Rewarding customer loyalty boosts retention, drives repeat purchases, enhances brand advocacy, fosters community, and provides valuable customer insights. Businesses can deepen emotional connections and create a win-win situation that benefits both the brand and its customers by making customers feel appreciated.
What types of rewards are most effective for customer loyalty programmes?
Effective reward strategies include discounts, free products, exclusive access to sales or events, personalised rewards based on customer preferences, experiential rewards, charitable donations on behalf of customers, and gamification elements.
How can businesses ensure that rewards are perceived as valuable by customers?
To ensure rewards are perceived as valuable, businesses should offer relevant, meaningful rewards aligned with customer preferences. Use data from loyalty programmes to understand customer behaviour and tailor rewards accordingly. Clearly communicate the value and exclusivity of rewards.
How can businesses balance the cost of rewards with their impact on loyalty?
Balancing the cost of rewards with their impact on loyalty requires careful tracking of the ROI of the rewards programme. While generous rewards are important, the programme must be sustainable for the business in the long run. Make adjustments as needed based on data analysis to optimise the cost-benefit ratio.
How can businesses avoid reward fatigue or entitlement among customers?
To avoid reward fatigue or entitlement, keep the loyalty programme fresh and exciting by regularly introducing new rewards, experiences, or partnerships. Clearly communicate the value and exclusivity of rewards, emphasising that they are special perks rather than guaranteed benefits.
How can businesses maintain fairness and consistency in reward distribution?
To maintain fairness and consistency, establish clear rules and guidelines for how rewards are earned and redeemed. Apply these rules consistently across all customers to build trust and credibility. Regularly review and update the programme to ensure it remains equitable and transparent for all participants.
How should businesses address potential issues or customer complaints related to rewards?
When addressing issues or complaints, promptly investigate and resolve the problem. Communicate clearly with customers throughout the process. Listen to feedback and consider adjusting rewards or better communicating their value. Ensure the redemption process is clear and easy, and provide support to assist customers.
What can businesses learn from successful loyalty programmes like those of Starbucks or Amazon?
Successful loyalty programmes offer valuable lessons, such as the importance of tiered structures, personalised rewards, exclusive experiences, and partnerships.

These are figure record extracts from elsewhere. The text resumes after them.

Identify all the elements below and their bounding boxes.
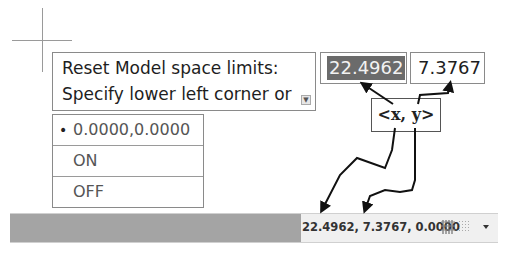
status-bar-empty-area [10,214,301,242]
prompt-line-1: Reset Model space limits: [62,55,315,81]
y-coordinate-input[interactable]: 7.3767 [410,52,485,84]
option-default-corner[interactable]: • 0.0000,0.0000 [53,115,203,146]
down-arrow-expand-icon[interactable]: ▼ [301,95,311,105]
option-label: 0.0000,0.0000 [73,120,190,139]
xy-annotation-label: <x, y> [371,98,441,132]
crosshair-vertical [42,8,43,72]
snap-mode-icon[interactable] [458,220,472,234]
status-coordinates[interactable]: 22.4962, 7.3767, 0.0000 [302,213,460,241]
x-coordinate-value: 22.4962 [327,56,405,80]
grid-display-icon[interactable] [441,220,455,234]
customization-menu-icon[interactable] [483,225,489,229]
option-label: OFF [73,182,104,201]
bullet-icon: • [59,115,67,145]
x-coordinate-input[interactable]: 22.4962 [320,52,407,84]
option-off[interactable]: OFF [53,177,203,207]
command-options-menu: • 0.0000,0.0000 ON OFF [52,114,204,208]
option-on[interactable]: ON [53,146,203,177]
command-prompt-tooltip: Reset Model space limits: Specify lower … [52,52,316,111]
option-label: ON [73,151,98,170]
prompt-line-2: Specify lower left corner or [62,81,315,107]
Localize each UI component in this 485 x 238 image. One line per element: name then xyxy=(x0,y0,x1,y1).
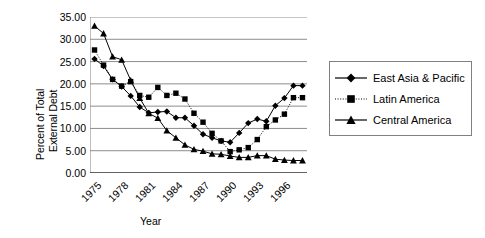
data-point-marker-diamond xyxy=(263,118,269,124)
legend-item-latin-america: Latin America xyxy=(334,88,465,109)
data-point-marker-triangle xyxy=(109,53,116,59)
legend-label-latin-america: Latin America xyxy=(373,93,440,105)
legend-label-east-asia-pacific: East Asia & Pacific xyxy=(373,72,465,84)
data-point-marker-square xyxy=(191,111,196,116)
data-point-marker-square xyxy=(236,147,241,152)
data-point-marker-diamond xyxy=(299,82,305,88)
data-point-marker-square xyxy=(264,124,269,129)
data-point-marker-square xyxy=(200,119,205,124)
data-point-marker-square xyxy=(110,77,115,82)
data-point-marker-square xyxy=(119,83,124,88)
series-line xyxy=(95,26,303,161)
series-central-america xyxy=(91,23,306,164)
chart-legend: East Asia & Pacific Latin America Centra… xyxy=(329,61,472,136)
data-point-marker-square xyxy=(164,93,169,98)
plot-area xyxy=(90,17,307,173)
legend-marker-triangle-icon xyxy=(334,113,368,127)
legend-item-east-asia-pacific: East Asia & Pacific xyxy=(334,67,465,88)
data-point-marker-square xyxy=(173,91,178,96)
data-point-marker-square xyxy=(155,85,160,90)
legend-marker-square-icon xyxy=(334,92,368,106)
data-point-marker-square xyxy=(246,145,251,150)
series-east-asia-pacific xyxy=(91,56,305,146)
data-point-marker-triangle xyxy=(118,56,125,62)
series-latin-america xyxy=(92,47,305,154)
data-point-marker-square xyxy=(273,117,278,122)
series-line xyxy=(95,50,303,152)
x-axis-tick-labels: 19751978198119841987199019931996 xyxy=(90,173,320,218)
plot-svg xyxy=(90,17,307,173)
legend-item-central-america: Central America xyxy=(334,109,465,130)
y-axis-tick-label: 20.00 xyxy=(46,79,86,89)
y-axis-tick-label: 0.00 xyxy=(46,168,86,178)
data-point-marker-triangle xyxy=(191,146,198,152)
data-point-marker-triangle xyxy=(154,115,161,121)
data-point-marker-diamond xyxy=(173,115,179,121)
y-axis-tick-label: 25.00 xyxy=(46,57,86,67)
data-point-marker-triangle xyxy=(91,23,98,29)
x-axis-title: Year xyxy=(140,215,161,227)
data-point-marker-square xyxy=(291,95,296,100)
data-point-marker-square xyxy=(282,111,287,116)
y-axis-tick-label: 35.00 xyxy=(46,12,86,22)
y-axis-tick-label: 5.00 xyxy=(46,146,86,156)
data-point-marker-square xyxy=(101,62,106,67)
y-axis-tick-label: 15.00 xyxy=(46,101,86,111)
data-point-marker-square xyxy=(218,138,223,143)
data-point-marker-diamond xyxy=(155,109,161,115)
legend-marker-diamond-icon xyxy=(334,71,368,85)
data-point-marker-square xyxy=(300,95,305,100)
data-point-marker-square xyxy=(182,96,187,101)
data-point-marker-square xyxy=(255,137,260,142)
data-point-marker-square xyxy=(209,131,214,136)
y-axis-tick-label: 30.00 xyxy=(46,34,86,44)
legend-label-central-america: Central America xyxy=(373,114,451,126)
data-point-marker-diamond xyxy=(290,82,296,88)
data-point-marker-diamond xyxy=(164,108,170,114)
data-point-marker-diamond xyxy=(254,116,260,122)
data-point-marker-square xyxy=(146,95,151,100)
data-point-marker-square xyxy=(92,47,97,52)
series-line xyxy=(95,59,303,142)
chart-figure: Percent of Total External Debt 35.0030.0… xyxy=(0,0,485,238)
y-axis-tick-label: 10.00 xyxy=(46,123,86,133)
y-axis-tick-labels: 35.0030.0025.0020.0015.0010.005.000.00 xyxy=(44,0,86,185)
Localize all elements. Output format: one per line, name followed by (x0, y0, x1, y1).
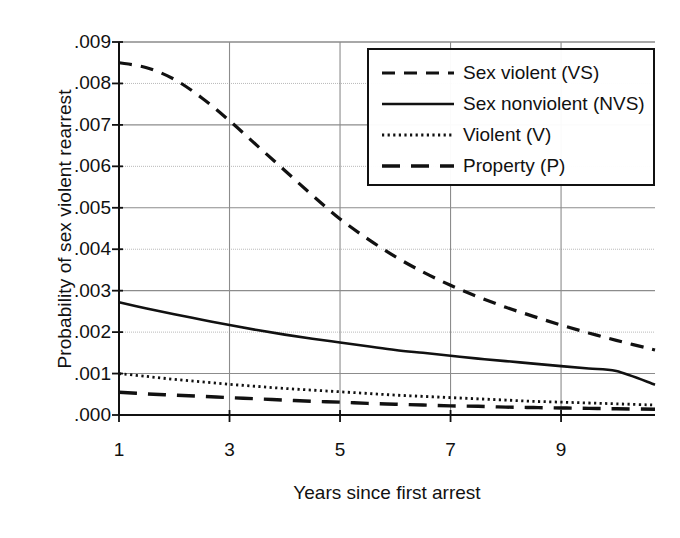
legend-item: Violent (V) (381, 120, 551, 150)
legend-label: Sex nonviolent (NVS) (463, 93, 645, 115)
x-axis-tick-labels: 13579 (0, 440, 680, 466)
legend-item: Sex nonviolent (NVS) (381, 89, 645, 119)
legend-label: Violent (V) (463, 124, 551, 146)
x-tick-label: 3 (215, 440, 245, 459)
x-tick-label: 9 (546, 440, 576, 459)
series-line-NVS (119, 302, 655, 384)
legend-swatch-longdash (381, 157, 455, 175)
legend-swatch-dashed (381, 64, 455, 82)
legend-item: Property (P) (381, 151, 565, 181)
x-tick-label: 1 (104, 440, 134, 459)
legend-swatch-solid (381, 95, 455, 113)
chart-figure: Probability of sex violent rearrest .000… (0, 0, 680, 538)
legend-swatch-dotted (381, 126, 455, 144)
x-tick-label: 7 (436, 440, 466, 459)
legend-label: Sex violent (VS) (463, 62, 599, 84)
x-tick-label: 5 (325, 440, 355, 459)
legend-label: Property (P) (463, 155, 565, 177)
legend-item: Sex violent (VS) (381, 58, 599, 88)
series-line-V (119, 374, 655, 405)
legend: Sex violent (VS)Sex nonviolent (NVS)Viol… (367, 48, 655, 186)
x-axis-title: Years since first arrest (119, 482, 655, 504)
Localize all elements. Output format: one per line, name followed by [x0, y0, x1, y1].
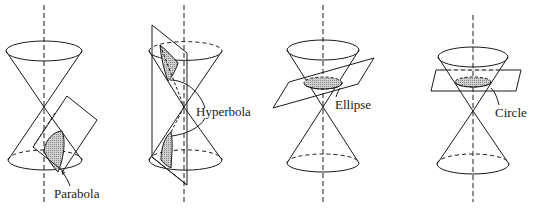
parabola-diagram — [6, 5, 97, 202]
label-leader — [62, 171, 70, 186]
hyperbola-upper-branch — [160, 45, 178, 81]
parabola-label: Parabola — [54, 187, 99, 200]
hyperbola-lower-branch — [161, 132, 172, 168]
ellipse-label: Ellipse — [335, 98, 371, 111]
circle-label: Circle — [495, 106, 527, 119]
hyperbola-label: Hyperbola — [196, 105, 251, 118]
conic-sections-drawing — [0, 0, 535, 209]
conic-sections-figure: Parabola Hyperbola Ellipse Circle — [0, 0, 535, 209]
cutting-plane — [33, 96, 97, 171]
parabola-section — [44, 131, 64, 172]
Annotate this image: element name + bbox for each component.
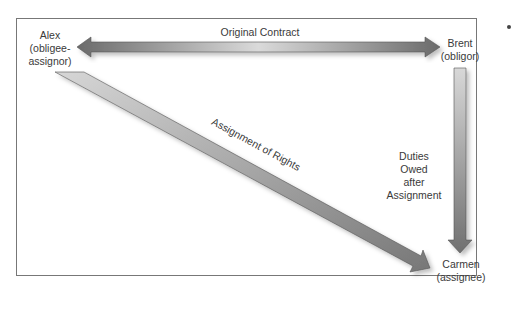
duties-arrow	[448, 68, 472, 253]
original-contract-arrow	[77, 37, 440, 57]
alex-label: Alex (obligee- assignor)	[20, 29, 80, 68]
brent-label: Brent (obligor)	[436, 37, 484, 63]
duties-label: Duties Owed after Assignment	[382, 150, 446, 202]
assignment-of-rights-arrow	[55, 72, 430, 272]
carmen-label: Carmen (assignee)	[430, 258, 492, 284]
original-contract-label: Original Contract	[200, 26, 320, 39]
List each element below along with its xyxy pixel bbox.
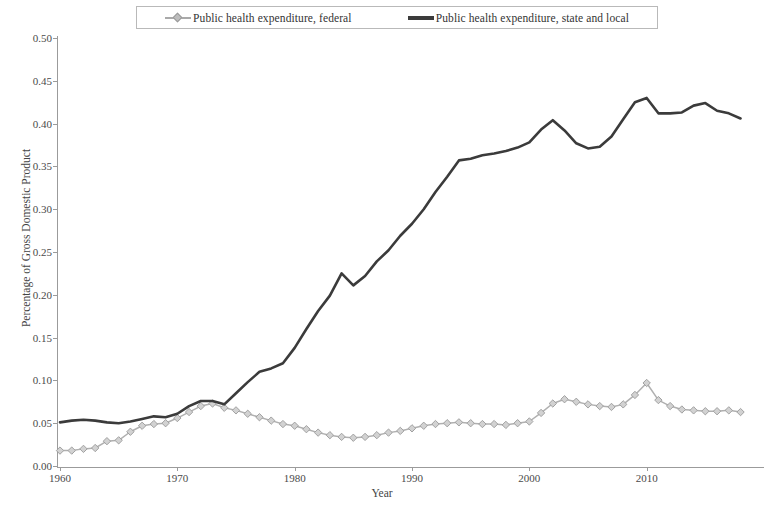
series-marker	[68, 447, 75, 454]
series-marker	[291, 422, 298, 429]
chart-figure: Public health expenditure, federal Publi…	[0, 0, 764, 512]
series-marker	[490, 420, 497, 427]
series-marker	[197, 402, 204, 409]
series-marker	[138, 422, 145, 429]
series-marker	[256, 414, 263, 421]
series-marker	[455, 419, 462, 426]
series-marker	[397, 427, 404, 434]
series-marker	[444, 420, 451, 427]
series-marker	[80, 445, 87, 452]
series-line-1	[60, 98, 741, 423]
series-marker	[690, 407, 697, 414]
chart-plot-area	[0, 0, 764, 512]
series-marker	[737, 408, 744, 415]
series-marker	[467, 420, 474, 427]
series-marker	[561, 396, 568, 403]
series-marker	[314, 429, 321, 436]
series-marker	[432, 420, 439, 427]
series-marker	[573, 398, 580, 405]
series-marker	[666, 402, 673, 409]
series-marker	[162, 420, 169, 427]
series-marker	[502, 421, 509, 428]
series-marker	[408, 425, 415, 432]
series-marker	[373, 432, 380, 439]
series-marker	[350, 434, 357, 441]
series-marker	[479, 420, 486, 427]
series-marker	[338, 433, 345, 440]
series-marker	[584, 401, 591, 408]
series-marker	[725, 407, 732, 414]
series-marker	[702, 408, 709, 415]
series-marker	[326, 432, 333, 439]
series-marker	[608, 403, 615, 410]
series-marker	[596, 402, 603, 409]
series-marker	[185, 408, 192, 415]
series-marker	[279, 420, 286, 427]
series-marker	[678, 406, 685, 413]
series-marker	[232, 407, 239, 414]
series-marker	[420, 422, 427, 429]
series-marker	[103, 438, 110, 445]
series-marker	[268, 417, 275, 424]
series-marker	[385, 429, 392, 436]
series-marker	[150, 420, 157, 427]
series-marker	[514, 420, 521, 427]
series-marker	[56, 447, 63, 454]
series-marker	[92, 444, 99, 451]
series-marker	[244, 410, 251, 417]
series-marker	[361, 433, 368, 440]
series-marker	[713, 408, 720, 415]
series-marker	[303, 426, 310, 433]
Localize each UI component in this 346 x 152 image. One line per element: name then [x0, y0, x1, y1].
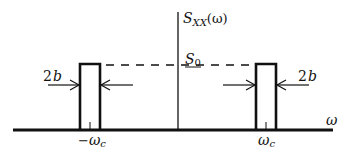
- omega-c-label: ωc: [258, 132, 275, 149]
- left-width-label: 2b: [43, 68, 62, 84]
- diagram-canvas: SXX(ω) S0 2b 2b −ωc ωc ω: [0, 0, 346, 152]
- omega-axis-label: ω: [326, 112, 338, 128]
- right-width-arrows: [223, 80, 309, 90]
- y-axis-label: SXX(ω): [183, 10, 228, 28]
- right-width-label: 2b: [298, 68, 317, 84]
- psd-diagram: SXX(ω) S0 2b 2b −ωc ωc ω: [0, 0, 346, 152]
- s0-label: S0: [185, 51, 201, 68]
- right-pulse: [256, 64, 276, 130]
- left-pulse: [80, 64, 100, 130]
- neg-omega-c-label: −ωc: [78, 132, 106, 149]
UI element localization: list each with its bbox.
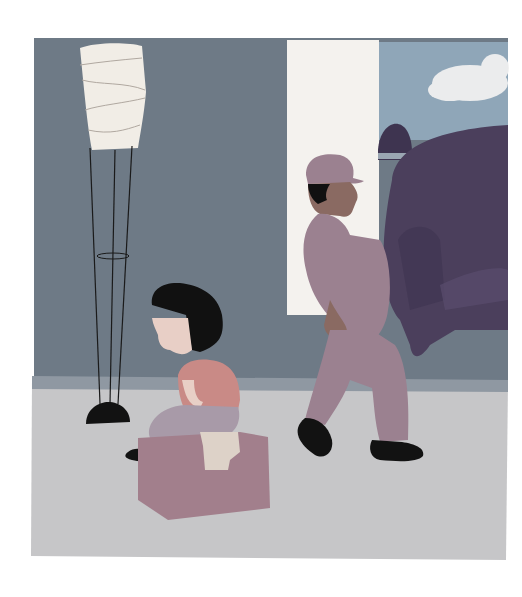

They also highlight the effectiveness of gamification, referral incentives, and premium benefits in driving customer engagement and loyalty.
What role does technology play in creating and managing customer loyalty programmes?
Technology is crucial for loyalty programmes, enabling businesses to track customer behaviour, personalise rewards, and automate programme management. Digital platforms, mobile apps, and data analytics tools help businesses create seamless, engaging experiences for customers.
Mark Camp
Mark is the Founder and CEO of Propello Cloud, an innovative SaaS platform for loyalty and customer engagement. With over 20 years of marketing experience, he is passionate about helping brands boost retention and acquisition with scalable loyalty solutions.
Mark is an expert in loyalty and engagement strategy, having worked with major enterprise clients across industries to drive growth through rewards programmes. He leads Propello Cloud’s mission to deliver versatile platforms that help organisations attract, engage and retain customers.